● MATERIAL PROVIDED

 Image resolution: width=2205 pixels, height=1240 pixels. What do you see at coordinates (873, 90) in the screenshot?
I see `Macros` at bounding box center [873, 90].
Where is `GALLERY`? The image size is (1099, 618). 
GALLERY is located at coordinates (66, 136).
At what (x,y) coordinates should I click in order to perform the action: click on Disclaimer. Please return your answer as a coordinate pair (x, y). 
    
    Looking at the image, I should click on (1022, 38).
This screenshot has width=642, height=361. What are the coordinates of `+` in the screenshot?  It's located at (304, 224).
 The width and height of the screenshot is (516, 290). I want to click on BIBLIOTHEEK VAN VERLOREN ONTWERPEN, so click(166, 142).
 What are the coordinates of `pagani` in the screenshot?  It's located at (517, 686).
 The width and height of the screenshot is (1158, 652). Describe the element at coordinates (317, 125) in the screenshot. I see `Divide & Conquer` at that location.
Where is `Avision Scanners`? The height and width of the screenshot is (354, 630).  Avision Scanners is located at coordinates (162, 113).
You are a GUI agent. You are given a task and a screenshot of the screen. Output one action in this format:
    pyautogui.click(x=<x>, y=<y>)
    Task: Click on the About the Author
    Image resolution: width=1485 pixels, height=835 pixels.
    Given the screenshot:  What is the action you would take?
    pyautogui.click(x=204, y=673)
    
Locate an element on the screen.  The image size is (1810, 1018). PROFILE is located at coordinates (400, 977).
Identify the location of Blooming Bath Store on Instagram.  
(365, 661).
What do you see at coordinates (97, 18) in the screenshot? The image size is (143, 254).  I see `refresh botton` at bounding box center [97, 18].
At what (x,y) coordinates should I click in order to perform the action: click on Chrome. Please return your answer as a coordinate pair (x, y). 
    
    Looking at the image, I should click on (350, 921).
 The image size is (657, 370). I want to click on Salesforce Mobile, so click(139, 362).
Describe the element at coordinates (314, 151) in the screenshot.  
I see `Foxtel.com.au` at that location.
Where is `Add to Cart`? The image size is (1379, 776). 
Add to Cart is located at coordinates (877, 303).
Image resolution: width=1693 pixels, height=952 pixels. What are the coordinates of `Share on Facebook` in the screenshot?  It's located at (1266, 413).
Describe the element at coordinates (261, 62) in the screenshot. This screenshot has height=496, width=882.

● TRY IT
Restate the tail of the listing word for word, beginning at the line containing "is (1379, 776).".

● RESULT
Where is `Add to Cart`? The image size is (1379, 776). 
Add to Cart is located at coordinates (877, 303).
Image resolution: width=1693 pixels, height=952 pixels. What are the coordinates of `Share on Facebook` in the screenshot?  It's located at (1266, 413).
Describe the element at coordinates (261, 62) in the screenshot. This screenshot has height=496, width=882.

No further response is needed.